Minimum stay requirements also interact directly with cancellation policy. A property requiring a 3-night minimum over a holiday weekend has more at stake from a last-minute cancellation than one that accepts 1-night stays throughout the year. Many operators tighten their cancellation policy for high-demand windows — setting a longer notice requirement for peak dates — while keeping more flexible terms for shoulder season to attract more bookings.
Real-World Example
Hiro owns a two-bedroom mountain cabin that books heavily in fall and winter but sees soft demand in spring. For three years, he ran a Moderate policy across all dates — 5-day notice for a full refund.
After analyzing his cancellation data, he noticed that 80% of his losses came from cancellations in the 3 days before arrival during October and November leaf-peeping season. Guests would book during high demand, then cancel when their plans changed, leaving him with nights he couldn't rebook at the same rate.
He switched to a tiered approach: Strict policy (30-day full refund, no refund inside 14 days) from September 15 through December 15 — his peak window — and Moderate policy for all other months. His fall revenue increased by $4,200 in the following season because he retained compensation on six last-minute cancellations that would previously have been full refunds.
The tradeoff: his fall booking conversion dropped slightly, but the guests who did book were committing with full knowledge of the terms.
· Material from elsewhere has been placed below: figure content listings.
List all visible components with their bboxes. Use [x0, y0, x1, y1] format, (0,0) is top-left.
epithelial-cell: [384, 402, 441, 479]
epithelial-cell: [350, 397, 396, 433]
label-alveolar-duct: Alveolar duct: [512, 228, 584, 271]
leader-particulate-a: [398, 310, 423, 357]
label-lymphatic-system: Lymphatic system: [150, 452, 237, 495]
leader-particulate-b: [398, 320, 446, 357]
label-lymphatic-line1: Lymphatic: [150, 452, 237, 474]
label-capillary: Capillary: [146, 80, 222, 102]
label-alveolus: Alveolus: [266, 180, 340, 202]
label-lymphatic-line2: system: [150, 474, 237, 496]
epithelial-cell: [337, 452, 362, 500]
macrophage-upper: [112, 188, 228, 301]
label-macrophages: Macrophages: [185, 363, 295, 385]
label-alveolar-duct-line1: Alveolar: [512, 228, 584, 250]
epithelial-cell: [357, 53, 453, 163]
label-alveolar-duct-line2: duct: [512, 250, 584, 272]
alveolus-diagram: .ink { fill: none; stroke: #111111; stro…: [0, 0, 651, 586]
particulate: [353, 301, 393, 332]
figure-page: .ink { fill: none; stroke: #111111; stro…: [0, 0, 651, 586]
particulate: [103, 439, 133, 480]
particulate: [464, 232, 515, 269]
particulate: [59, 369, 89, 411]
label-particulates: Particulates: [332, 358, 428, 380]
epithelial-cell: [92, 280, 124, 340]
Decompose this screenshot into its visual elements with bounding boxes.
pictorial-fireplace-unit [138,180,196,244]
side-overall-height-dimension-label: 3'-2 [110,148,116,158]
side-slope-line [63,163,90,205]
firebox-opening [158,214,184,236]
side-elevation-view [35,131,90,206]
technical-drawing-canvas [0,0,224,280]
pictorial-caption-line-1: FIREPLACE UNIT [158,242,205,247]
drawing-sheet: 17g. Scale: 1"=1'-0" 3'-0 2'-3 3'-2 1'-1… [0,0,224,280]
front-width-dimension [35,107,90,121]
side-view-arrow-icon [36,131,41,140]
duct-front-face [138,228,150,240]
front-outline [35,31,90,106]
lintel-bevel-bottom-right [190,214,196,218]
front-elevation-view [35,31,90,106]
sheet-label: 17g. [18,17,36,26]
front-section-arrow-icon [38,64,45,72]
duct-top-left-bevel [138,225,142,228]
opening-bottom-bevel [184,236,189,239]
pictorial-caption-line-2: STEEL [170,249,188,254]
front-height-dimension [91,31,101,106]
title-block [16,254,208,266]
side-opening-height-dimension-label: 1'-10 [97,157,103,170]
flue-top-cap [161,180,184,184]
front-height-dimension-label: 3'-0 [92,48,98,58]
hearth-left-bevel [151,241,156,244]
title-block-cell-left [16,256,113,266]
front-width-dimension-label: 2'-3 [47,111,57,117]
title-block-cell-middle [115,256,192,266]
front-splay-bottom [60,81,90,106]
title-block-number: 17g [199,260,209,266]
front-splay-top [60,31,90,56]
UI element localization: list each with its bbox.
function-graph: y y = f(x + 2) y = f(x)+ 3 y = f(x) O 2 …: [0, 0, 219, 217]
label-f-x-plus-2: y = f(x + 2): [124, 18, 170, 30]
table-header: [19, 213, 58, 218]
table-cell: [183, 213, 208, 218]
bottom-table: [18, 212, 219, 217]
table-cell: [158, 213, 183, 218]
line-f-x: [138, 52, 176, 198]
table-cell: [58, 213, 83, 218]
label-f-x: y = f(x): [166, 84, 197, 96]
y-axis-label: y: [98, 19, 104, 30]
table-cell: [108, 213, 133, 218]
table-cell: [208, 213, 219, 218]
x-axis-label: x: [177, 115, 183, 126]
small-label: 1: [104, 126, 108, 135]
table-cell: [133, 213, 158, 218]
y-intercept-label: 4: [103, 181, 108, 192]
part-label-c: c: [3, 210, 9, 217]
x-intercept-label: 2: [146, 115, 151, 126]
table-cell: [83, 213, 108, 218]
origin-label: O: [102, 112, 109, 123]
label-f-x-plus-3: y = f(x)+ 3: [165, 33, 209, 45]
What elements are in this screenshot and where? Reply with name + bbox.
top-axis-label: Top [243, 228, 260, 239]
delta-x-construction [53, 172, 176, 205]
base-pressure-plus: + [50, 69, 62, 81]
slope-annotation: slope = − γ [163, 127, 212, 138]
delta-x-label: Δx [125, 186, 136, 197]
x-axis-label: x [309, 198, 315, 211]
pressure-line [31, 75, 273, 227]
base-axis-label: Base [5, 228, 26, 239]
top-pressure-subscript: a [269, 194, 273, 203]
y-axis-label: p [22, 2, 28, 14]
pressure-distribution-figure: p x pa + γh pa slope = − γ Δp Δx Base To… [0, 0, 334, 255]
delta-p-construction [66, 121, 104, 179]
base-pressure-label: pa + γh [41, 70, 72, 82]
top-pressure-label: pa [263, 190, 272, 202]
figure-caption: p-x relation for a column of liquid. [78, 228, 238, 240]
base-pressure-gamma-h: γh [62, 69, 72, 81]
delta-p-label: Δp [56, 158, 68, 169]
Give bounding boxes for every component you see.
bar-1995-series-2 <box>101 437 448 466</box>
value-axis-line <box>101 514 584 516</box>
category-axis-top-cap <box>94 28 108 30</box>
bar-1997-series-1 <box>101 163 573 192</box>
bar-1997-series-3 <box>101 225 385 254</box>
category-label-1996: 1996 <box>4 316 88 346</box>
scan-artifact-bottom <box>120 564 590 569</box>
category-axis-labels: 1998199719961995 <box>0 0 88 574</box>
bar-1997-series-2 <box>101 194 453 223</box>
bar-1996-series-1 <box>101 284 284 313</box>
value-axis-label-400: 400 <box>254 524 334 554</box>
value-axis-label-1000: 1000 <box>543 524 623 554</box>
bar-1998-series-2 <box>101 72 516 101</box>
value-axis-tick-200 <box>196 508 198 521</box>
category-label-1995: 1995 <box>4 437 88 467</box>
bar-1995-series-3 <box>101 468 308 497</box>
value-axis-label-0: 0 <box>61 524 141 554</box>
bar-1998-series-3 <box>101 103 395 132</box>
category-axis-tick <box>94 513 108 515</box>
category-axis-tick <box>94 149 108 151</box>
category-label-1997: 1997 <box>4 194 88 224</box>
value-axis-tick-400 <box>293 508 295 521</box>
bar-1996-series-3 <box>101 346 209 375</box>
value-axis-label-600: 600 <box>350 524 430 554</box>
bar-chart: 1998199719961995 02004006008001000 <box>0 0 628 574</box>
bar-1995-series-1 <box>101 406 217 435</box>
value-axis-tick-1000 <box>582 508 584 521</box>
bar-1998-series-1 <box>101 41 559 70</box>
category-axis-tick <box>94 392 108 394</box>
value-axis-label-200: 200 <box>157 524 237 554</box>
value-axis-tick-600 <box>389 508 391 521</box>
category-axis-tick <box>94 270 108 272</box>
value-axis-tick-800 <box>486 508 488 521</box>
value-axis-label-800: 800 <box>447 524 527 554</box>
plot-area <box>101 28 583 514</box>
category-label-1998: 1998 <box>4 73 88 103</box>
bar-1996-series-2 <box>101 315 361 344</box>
The math worked in his favor.
Pros & Cons
- Protects revenue during peak periods when last-minute cancellations cannot be recovered through rebooking
- Creates a financially predictable business: you know what compensation you receive regardless of guest behavior
- Strict policies attract guests with firm plans who are less likely to cancel in the first place
- Custom policies on direct booking channels let you carve out exceptions (family emergencies, weather events) without platform restrictions
- Strict policies reduce conversion rates — some guests will book a competitor offering more flexibility rather than commit to no-refund terms
- Non-refundable policies create negative reviews and disputes when guests feel they were treated unfairly after genuine emergencies
- Platforms override host policies in some situations (major weather events, extenuating circumstances programs) — your listed policy is not always final
- Managing tiered policies across multiple booking channels (Airbnb, Vrbo, direct) adds operational complexity
Watch Out
- Platform extenuating circumstances can override your policy. Both Airbnb and Vrbo have programs that allow guests to cancel without penalty for documented emergencies — illness, death in the family, natural disasters — regardless of your listed policy. You may not receive compensation even on a Strict booking. Review each platform's policy and factor this into your expectations.
- Non-refundable rates require a discount to convert. Guests accept non-refundable terms because they pay a lower nightly rate — typically 10–15% below your standard rate. If you list a non-refundable option at the same price as your refundable rate, you will not get bookings. Price accordingly.
- Seasonal policy changes need lead time. If you switch from Moderate to Strict for fall peak, change the policy before demand-season bookings start arriving — ideally 60–90 days in advance. Changing policy mid-booking-season creates confusion and potential disputes.
Ask an Investor
The Takeaway
Your cancellation policy is a revenue protection tool, not a guest relations afterthought. The right policy depends on your market, your demand pattern, and your seasonal pricing strategy. For most STR operators, a tiered approach — stricter during peak windows, more flexible in soft months — strikes the best balance between protecting STR investment returns and maintaining the booking conversion rates needed to fill the calendar year-round.